Duck-Billed Dinosaur Names: Hadrosaurs Explained
Have you ever seen a dinosaur with a built-in musical instrument on its head? That's a hadrosaur the group of plant-eaters nicknamed "duck-billed dinosaurs" because of their wide, flat snouts.
These were some of the most successful dinosaurs that ever lived. They roamed in herds of thousands, they could call to each other using hollow crests like giant trombones, and some of them were better parents than you might expect from a reptile.
Parasaurolophus, Edmontosaurus, Corythosaurus the names get wild fast. Click any duck billed dinosaur name below to hear exactly how it sounds.
Duck-Billed Dinosaur Pictures
What Made Duck-Billed Dinosaurs So Incredible?
Hadrosaurs were the deer and bison of the Cretaceous world the most common large plant-eaters around, everywhere at once. Some species may have gathered in herds so massive you could hear them coming from miles away.
And those crests weren't just for show. Parasaurolophus had a hollow tube running over its head that was over a meter long when air moved through it, the crest worked like a brass instrument, producing deep booming calls the whole herd could hear. Corythosaurus had a rounded helmet-shaped crest. Lambeosaurus had a crest that looked like a hatchet.

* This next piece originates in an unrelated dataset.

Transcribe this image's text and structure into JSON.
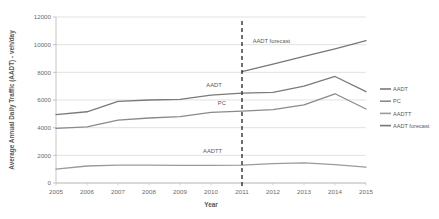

Every duck billed dinosaur had hundreds of tightly packed teeth in the back of its mouth sometimes over a thousand for grinding down tough plants. That wide flat snout up front? Just for grabbing leaves. The real plant-processing happened deeper in the jaw.
The Most Fascinating Hadrosaurs You Should Know
Edmontosaurus is one of the biggest duck-billed dinosaurs on this list up to 13 meters long, no crest, but some of the best-preserved fossils ever found. Scientists have discovered Edmontosaurus skin impressions that show exactly what the outside of a hadrosaur actually looked like.
Maiasaura is one of the most important dinosaurs ever discovered, full stop. Paleontologist Jack Horner found nesting colonies in Montana where adults stayed near the eggs and young. The name means "good mother lizard" and it changed how scientists think about dinosaur behavior forever.
Tsintaosaurus is the wild card of the group. It had a crest that pointed straight forward off its forehead like a unicorn horn. Scientists debated for years whether the fossils were even real. They were.
Acristavus is the opposite a hadrosaur with no crest at all, which tells us these animals were more diverse than the crested ones get credit for.